Mike Nichols is not a director ever associated with horror (or with the slapstick shenanigans of "The Birdcage" either, for that matter) but it doesn't mean that the great director of "The Graduate," "Working Girl" and "Carnal Knowledge" can't veer from his normal slate of sophisticated comedies or dramas. What is most amazing about "Wolf" is that it is a sophisticated werewolf picture in addition to an alert and savvy look at the cutthroat business of book publishing. The drama is all there in spades, including an increasingly tense albeit brief exchange of hurtful words between the main character Will Randall, a senior book editor (Jack Nicholson), and his cheating wife, Charlotte (Kate Nelligan). There is also the arrogant, lying and aspiring protege of Will's, Stewart Swinton (James Spader), who is eager to climb the corporate ladder and rise to the top no matter who gets hurt. And we can't leave out Michelle Pfeiffer in one of her finest roles as Laura, a modern woman who has seen it all and sees through the facade of her billionaire father (Christopher Plummer) and his control of the book publishing firm.
"Wolf" is not a standard werewolf movie although there are the expected tropes - the killing of a deer, Nicholson's Will howling at the Moon, an old lycanthropy expert - but rather a movie about a man who loves being a wolf and is not sure if he is one. After getting bitten in the opening scenes on a lonely Vermont road, Will's bald spot becomes full of hair. He doesn't need glasses when he reads through manuscripts and his hearing and sense of smell become extraordinarily acute, to the point that he can hear conversations and smell people's breath "from a mile away." I can't say how much better is his sex life - he grows more amorous around his wife but then there is Stewart's scent all over his wife's clothes! Uh, oh.
Will eventually finds solace and some measure of self-recognition with Laura - their first meal together is peanut butter and jelly sandwiches. Will sees through Laura's facade (and she is more self-aware than he might think) yet Laura finds a good man in Will, although she can't see the wolf he's slowly becoming. Can Will beat his werewolf transformations during those endless moonlit nights? Will Will get his job back and get Stewart fired? Is urinating on a man's suede shoes enough to show prowess?
"Wolf" works as a slight satire on the book publishing business and the werewolf metaphor works in tandem as Will regains use of his ruthless maneuvers to show who is boss. This is Nicholson at his most subtle and nuanced role during the 1990's, exuding charm, elegance, anger and line readings delivered with polished comic timing. This is not the madman on overdrive acting of one of his most relished roles in "The Shining." The witty screenplay by Jim Harrison and Wesley Strick gives Nicholson a chance to do something rare in horror - relish the beast yet simultaneously show revulsion over his actions (he finds severed fingers in his pocket at one point). As a horror flick, don't expect copious amounts of gore. The finale with two werewolves going at it in a horse barn feels a bit off, at least in terms of execution (slow-motion lycanthropy jumps do not work for me). Still, James Spader is a maniac in fur, Plummer shines as a man who can't fathom Will's change in attitude, and the luscious, almost phantom-like presence of Pfeiffer at the end gives the ending a touch of melancholy. Some wolves prefer to howl at the moon.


WORK REQUIRED: Locate the line that contains "Draw a box around <element>person</element>.". Reproduce it and all following lines up to the end of the material, exactly and with nothing added.

DATA EXTRACT:

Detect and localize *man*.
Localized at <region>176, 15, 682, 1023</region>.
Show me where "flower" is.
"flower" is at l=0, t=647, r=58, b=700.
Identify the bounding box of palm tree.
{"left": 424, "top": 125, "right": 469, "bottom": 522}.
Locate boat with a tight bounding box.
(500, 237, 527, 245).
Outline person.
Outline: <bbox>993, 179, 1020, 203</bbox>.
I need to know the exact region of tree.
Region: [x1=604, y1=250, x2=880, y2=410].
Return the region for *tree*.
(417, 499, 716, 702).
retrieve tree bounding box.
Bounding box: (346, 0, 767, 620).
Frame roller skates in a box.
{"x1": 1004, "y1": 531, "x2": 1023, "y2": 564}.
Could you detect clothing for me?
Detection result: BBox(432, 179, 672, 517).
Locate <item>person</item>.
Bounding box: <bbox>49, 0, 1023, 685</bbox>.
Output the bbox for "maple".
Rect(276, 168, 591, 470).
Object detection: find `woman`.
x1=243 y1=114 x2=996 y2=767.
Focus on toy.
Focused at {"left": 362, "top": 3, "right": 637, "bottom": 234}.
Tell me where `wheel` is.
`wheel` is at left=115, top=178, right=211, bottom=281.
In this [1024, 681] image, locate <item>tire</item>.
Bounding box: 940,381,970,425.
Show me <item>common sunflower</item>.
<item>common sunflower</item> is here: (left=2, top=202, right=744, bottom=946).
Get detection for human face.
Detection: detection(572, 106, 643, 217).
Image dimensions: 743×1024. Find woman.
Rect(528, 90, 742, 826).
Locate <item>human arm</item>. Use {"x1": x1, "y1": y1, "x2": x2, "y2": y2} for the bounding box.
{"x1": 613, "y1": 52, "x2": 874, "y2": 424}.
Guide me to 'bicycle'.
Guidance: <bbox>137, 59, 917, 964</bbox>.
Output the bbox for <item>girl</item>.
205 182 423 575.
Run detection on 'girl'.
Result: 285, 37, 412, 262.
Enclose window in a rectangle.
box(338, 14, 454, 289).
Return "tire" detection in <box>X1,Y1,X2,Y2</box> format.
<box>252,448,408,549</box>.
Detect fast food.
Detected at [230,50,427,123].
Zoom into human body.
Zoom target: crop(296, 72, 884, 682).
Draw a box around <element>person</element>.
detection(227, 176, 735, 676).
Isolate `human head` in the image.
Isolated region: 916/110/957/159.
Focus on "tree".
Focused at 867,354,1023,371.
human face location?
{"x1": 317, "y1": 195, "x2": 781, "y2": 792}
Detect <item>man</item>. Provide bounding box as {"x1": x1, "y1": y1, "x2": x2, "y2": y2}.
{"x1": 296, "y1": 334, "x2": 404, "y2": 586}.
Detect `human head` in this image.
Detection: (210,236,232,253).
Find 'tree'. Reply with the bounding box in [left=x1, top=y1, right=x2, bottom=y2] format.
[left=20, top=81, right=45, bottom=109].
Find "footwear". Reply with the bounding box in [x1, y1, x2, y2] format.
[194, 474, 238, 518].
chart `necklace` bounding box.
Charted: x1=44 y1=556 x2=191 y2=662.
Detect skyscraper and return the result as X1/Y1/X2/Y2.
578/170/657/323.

THE ANSWER:
Draw a box around <element>person</element>.
detection(227, 176, 735, 676).
Isolate `human head` in the image.
Isolated region: 916/110/957/159.
Focus on "tree".
Focused at 867,354,1023,371.
human face location?
{"x1": 317, "y1": 195, "x2": 781, "y2": 792}
Detect <item>man</item>. Provide bounding box as {"x1": x1, "y1": y1, "x2": x2, "y2": y2}.
{"x1": 296, "y1": 334, "x2": 404, "y2": 586}.
Detect `human head` in this image.
Detection: (210,236,232,253).
Find 'tree'. Reply with the bounding box in [left=x1, top=y1, right=x2, bottom=y2] format.
[left=20, top=81, right=45, bottom=109].
Find "footwear". Reply with the bounding box in [x1, y1, x2, y2] format.
[194, 474, 238, 518].
chart `necklace` bounding box.
Charted: x1=44 y1=556 x2=191 y2=662.
Detect skyscraper and return the result as X1/Y1/X2/Y2.
578/170/657/323.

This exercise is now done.